Protagonists discuss karats and cutting of sparkling solitaire, corporate-terrorist outfit nexus, smuggling and mixing of blood diamonds with clean ones but when it comes to elaborating, documenting the workings of this particular industry or dwelling deep into the criminal aspect, there's nothing - not even on a obligatory level. Sadly, Blood Money's amateurish content highlights this lack of ingenuity with amazing regularity.
#Blood money movie bollywood movie
Instead of spitting all that irksome gyaan via Manish Chaudhry's Zaveri, which almost always results into overlong scenes, it would be nice if the movie could have packed in some muscle.
The songs (by Jeet Gannguli) are as monotonous as the insipid visuals they accompany. Blood Money is inexcusably one-note and short on buildup - things just happen one after the other like a flat, muted series of badly-shot stilted music videos. Only this is not The Firm and its sloppily written script is incapable of constructing gravity or drama. Blood Money truly had the potential to develop into a quirky B-horror at this point by planting a creepy witch in the closet or something but they choose to explore a predictable territory with its bland retelling of how success leads to corruption and how realisation can find redemption. Given the ordinary reception he gets at work, it's comical to see just how big a furnished mansion a rank new employee has been awarded to live in.Īcknowledging the implausibility of it all, Arzoo remarks how this startling change of events and sprawling space reminds her of the dark fairy tale, Hansel and Gretel. It's about a newly married couple - Kunal (Kunal Khemu) and Arzoo (Amrita Puri) who comes to Cape Town with starry-eyed dreams that are instantaneously fulfilled when he joins a leading diamond exports firm. Despite a minor resemblance to Edward Zwick's Blood Diamond in title and milieu Vishal Mahadkar's directorial debut isn't the same film.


= TASK =
Using the records below, locate all lines containing "gaps" and return them.

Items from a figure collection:
####################
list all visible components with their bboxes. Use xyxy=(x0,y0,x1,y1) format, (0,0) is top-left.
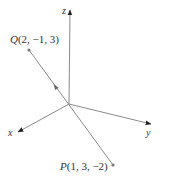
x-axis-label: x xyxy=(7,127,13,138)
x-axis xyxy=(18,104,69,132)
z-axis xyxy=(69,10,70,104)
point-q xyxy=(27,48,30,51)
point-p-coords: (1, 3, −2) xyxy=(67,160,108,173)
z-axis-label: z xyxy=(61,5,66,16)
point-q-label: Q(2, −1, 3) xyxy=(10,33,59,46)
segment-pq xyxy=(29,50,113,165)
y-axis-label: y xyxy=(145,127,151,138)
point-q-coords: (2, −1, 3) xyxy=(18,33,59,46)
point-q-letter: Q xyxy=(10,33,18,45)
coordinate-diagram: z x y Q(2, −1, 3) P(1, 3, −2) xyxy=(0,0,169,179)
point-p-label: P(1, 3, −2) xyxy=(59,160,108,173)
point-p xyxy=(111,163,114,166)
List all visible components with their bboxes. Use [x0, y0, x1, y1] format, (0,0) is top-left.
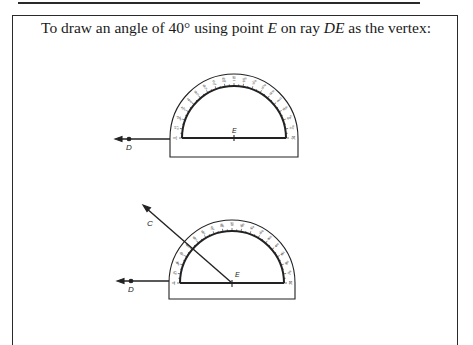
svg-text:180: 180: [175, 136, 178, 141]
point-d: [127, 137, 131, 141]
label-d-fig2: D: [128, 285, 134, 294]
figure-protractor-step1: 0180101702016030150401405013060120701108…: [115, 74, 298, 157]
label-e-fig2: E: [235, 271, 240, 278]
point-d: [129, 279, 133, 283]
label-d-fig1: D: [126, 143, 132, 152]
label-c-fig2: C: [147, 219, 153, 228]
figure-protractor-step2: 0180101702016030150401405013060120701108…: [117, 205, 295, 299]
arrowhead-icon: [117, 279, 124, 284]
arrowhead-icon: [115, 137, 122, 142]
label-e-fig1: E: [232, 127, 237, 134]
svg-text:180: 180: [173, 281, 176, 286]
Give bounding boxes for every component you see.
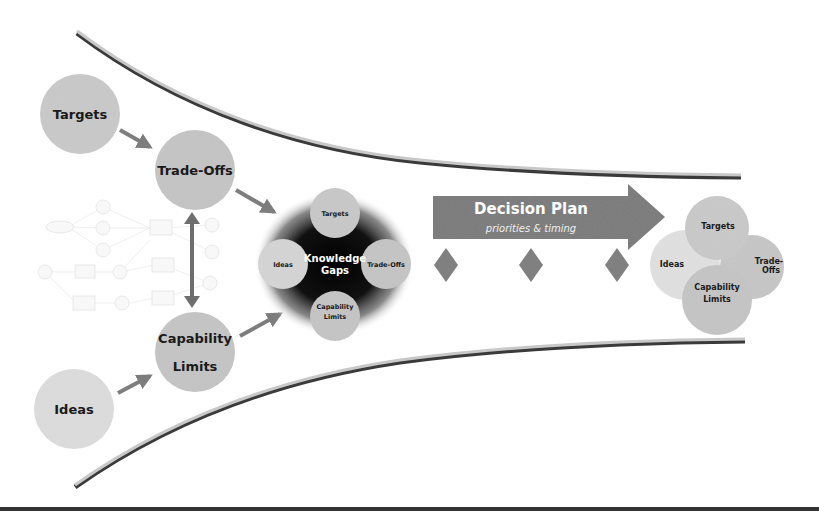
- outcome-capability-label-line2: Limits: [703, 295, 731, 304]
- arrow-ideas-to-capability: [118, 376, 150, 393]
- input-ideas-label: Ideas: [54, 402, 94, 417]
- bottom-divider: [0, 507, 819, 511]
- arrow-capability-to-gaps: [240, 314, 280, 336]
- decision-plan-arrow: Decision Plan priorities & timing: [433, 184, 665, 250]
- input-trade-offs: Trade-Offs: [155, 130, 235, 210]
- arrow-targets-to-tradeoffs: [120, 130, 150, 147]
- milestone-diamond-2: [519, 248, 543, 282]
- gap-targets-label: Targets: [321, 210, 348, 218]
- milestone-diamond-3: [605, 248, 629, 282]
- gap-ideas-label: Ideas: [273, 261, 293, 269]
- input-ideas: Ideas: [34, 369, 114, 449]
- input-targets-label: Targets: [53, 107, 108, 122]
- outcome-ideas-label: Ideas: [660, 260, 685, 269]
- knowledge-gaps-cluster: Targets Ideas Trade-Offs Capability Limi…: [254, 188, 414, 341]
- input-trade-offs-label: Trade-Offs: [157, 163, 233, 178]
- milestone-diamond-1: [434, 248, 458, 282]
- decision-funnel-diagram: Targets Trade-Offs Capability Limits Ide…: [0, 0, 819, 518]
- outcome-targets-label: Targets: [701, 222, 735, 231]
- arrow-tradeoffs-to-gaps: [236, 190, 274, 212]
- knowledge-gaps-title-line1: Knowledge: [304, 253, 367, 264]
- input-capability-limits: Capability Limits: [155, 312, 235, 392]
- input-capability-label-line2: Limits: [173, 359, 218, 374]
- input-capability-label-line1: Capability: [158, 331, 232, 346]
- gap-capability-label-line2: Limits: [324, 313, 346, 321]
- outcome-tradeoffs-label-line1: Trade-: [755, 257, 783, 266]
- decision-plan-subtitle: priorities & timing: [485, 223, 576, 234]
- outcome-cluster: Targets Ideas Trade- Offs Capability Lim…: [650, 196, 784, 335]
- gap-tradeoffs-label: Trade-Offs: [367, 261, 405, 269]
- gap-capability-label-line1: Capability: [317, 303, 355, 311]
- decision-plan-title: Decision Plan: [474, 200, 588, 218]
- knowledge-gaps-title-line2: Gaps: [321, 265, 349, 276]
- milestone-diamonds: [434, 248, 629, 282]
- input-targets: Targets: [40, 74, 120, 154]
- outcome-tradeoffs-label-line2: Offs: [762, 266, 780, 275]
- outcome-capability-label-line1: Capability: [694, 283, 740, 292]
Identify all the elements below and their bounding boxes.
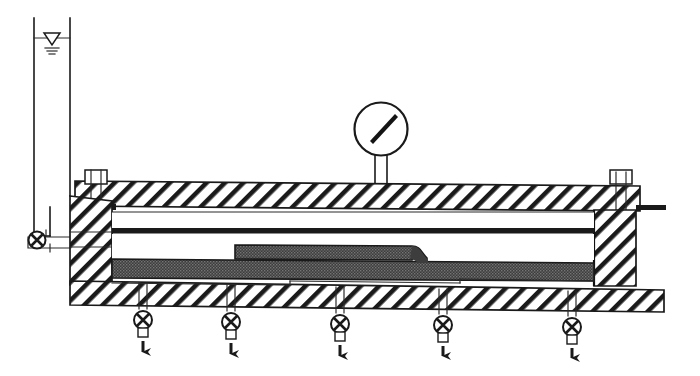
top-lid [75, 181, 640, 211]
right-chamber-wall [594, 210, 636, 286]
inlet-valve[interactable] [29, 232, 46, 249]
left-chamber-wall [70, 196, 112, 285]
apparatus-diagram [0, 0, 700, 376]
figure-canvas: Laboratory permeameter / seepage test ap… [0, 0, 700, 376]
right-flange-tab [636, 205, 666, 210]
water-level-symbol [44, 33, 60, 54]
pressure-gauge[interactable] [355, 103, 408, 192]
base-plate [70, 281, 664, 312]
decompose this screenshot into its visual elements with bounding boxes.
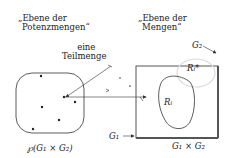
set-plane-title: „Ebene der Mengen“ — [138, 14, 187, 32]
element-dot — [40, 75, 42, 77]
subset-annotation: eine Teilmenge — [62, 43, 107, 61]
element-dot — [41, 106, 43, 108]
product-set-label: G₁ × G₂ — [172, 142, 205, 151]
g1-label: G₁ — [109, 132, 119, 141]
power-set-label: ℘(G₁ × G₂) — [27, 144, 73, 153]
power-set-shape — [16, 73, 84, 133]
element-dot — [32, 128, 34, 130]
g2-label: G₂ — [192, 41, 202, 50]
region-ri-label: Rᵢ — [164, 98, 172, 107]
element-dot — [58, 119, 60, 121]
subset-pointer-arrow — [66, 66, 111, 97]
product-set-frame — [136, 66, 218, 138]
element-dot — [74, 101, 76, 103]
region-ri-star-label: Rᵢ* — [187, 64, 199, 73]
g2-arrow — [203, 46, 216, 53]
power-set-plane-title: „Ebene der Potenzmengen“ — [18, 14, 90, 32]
####################
= SOLVED EXERCISE =
- arrow-capability-to-gaps: [240, 314, 280, 336]
- knowledge-gaps-cluster: Targets Ideas Trade-Offs Capability Limi…: [254, 188, 414, 341]
- arrow-tradeoffs-to-gaps: [236, 190, 274, 212]
- knowledge-gaps-title-line1: Knowledge: [304, 253, 367, 264]
- knowledge-gaps-title-line2: Gaps: [321, 265, 349, 276]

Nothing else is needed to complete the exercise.